If you feel justified that you are simply treating people the way you yourself have been treated, that is a good indicator that you are in need of doing some personal work. Similarly, if someone shares with you how your words or actions have hurt them and you go into minimizing, denying, or deflecting their reality, you are engaging in a form of emotional abuse called gaslighting (see here for more on this: https://blacksheepcounselling.com/2018/08/gaslighting/). We do not get to decide what another deems hurtful behaviour.

 Holding the above beliefs indicate that you have been hurt. Hurt people tend to hurt people. You deserve to have your pain validated. Working with a counsellor can help heal some of that pain. Suffering is universal. I believe that until we can get in touch with our own pain and suffering, it is hard for is to hold space for the pain and suffering of other ~ this is deafening loud in much of society today. Pain is pain. It is part of our shared humanity and it can unite us, rather than cause divisiveness.

When one does their personal work there is a ripple effect: showing up in relationship with respectful communication and asserting healthy boundaries shows others more adaptive ways of being, and thus toxic family patterns are arrested. Therapeutic support can help with increasing distress tolerance and acquiring tools needed to minimize reactivity and cognitive distortions, while increasing physiological self-soothing.  

Good Conflict Increases Intimacy: Accepting the 3 R’s (relationship, rupture, repair)

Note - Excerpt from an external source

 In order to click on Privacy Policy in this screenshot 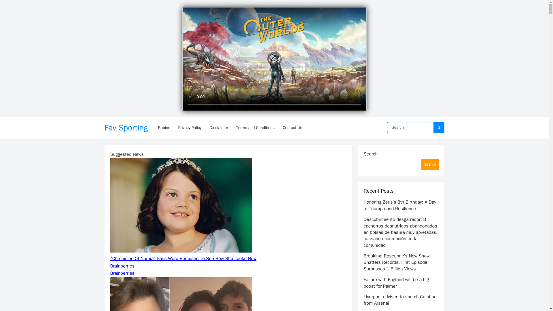, I will do `click(190, 128)`.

EVERY relationship we are in will incur a rupture of some sort. Misattunements and misunderstandings are inevitable, even in the therapeutic relationship. I find ruptures in my work with clients can be incredibly valuable, as it can offer an opportunity for a successful repair to be executed with a trusted individual (sometimes it might be a client’s very first). For many people, conflict is terrifying because there is a fear of losing intimacy or trust. However, that is exactly what avoiding conflict brings. First off, we cannot change what we don’t acknowledge. How might things change for you if you moved into acceptance that a relational rupture is fated to happen with those we care about? We need not fear it because we can acquire skills to better address it.  Good conflict is a learned skill, and like anything you wish to improve upon, you can learn this by reading books, listening to podcasts, following therapist social media pages, engaging in training or therapy, and through actual practice. Avoiding conflict in an attempt to “keep the peace” threatens our paramount need for authenticity*. Over time, avoiding conflict creates feelings of loneliness, resentment, anger, and contempt in us, and feelings of confusion, frustration, isolation, and disconnection in the other person.

So what is the difference between “The Silent Treatment” and “No Contact”?

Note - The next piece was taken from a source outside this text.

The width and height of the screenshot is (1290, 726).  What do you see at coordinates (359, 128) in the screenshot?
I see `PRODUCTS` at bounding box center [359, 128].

If you have tried to engage in a repair with someone and they continue to emotionally abuse through tactics like criticism, projection, manipulation, lying, backstabbing, gossiping, bullying, deflecting or minimizing your truth, then it is prudent to initiate a no contact order in an self-protective effort and gift yourself with prioritizing your own recovery. The difference here is intent: you are not focusing on punishing or hurting someone. Your responsibility is to become all you are meant to become; being continually abused impedes your own growth, and can cause you to perpetuate the same hurtful behaviours towards others.

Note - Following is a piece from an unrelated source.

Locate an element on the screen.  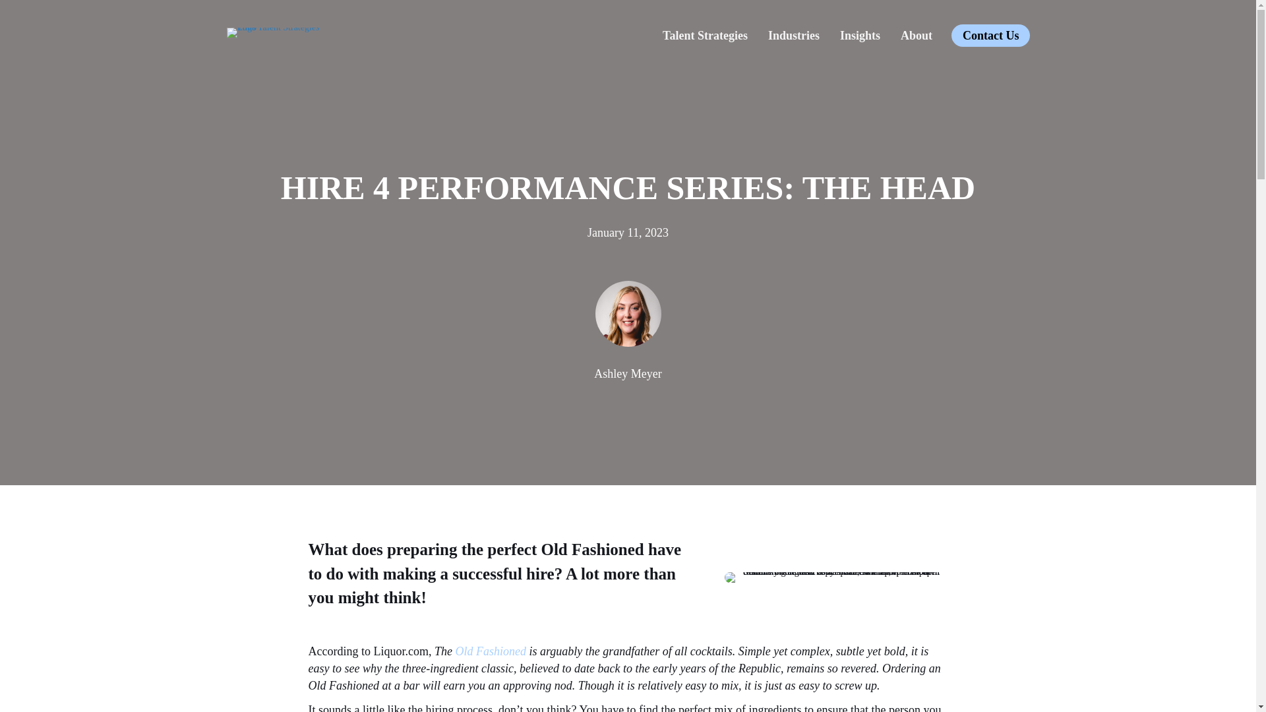
Insights is located at coordinates (860, 36).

We have a choice how we want to show up in this life. Imagine what impact we could make if we strived to treat others better than the way we were treated.

If you are wishing to move away from destructive patterns or heal from the wounding of ostracism, help is available.

*we need authenticity to experience true belonging – Brene Brown’s research has illuminated that the opposite of belonging is fitting in. Read that again.  

Within the worst relational conflict lies the greatest opportunity for growth and intimacy.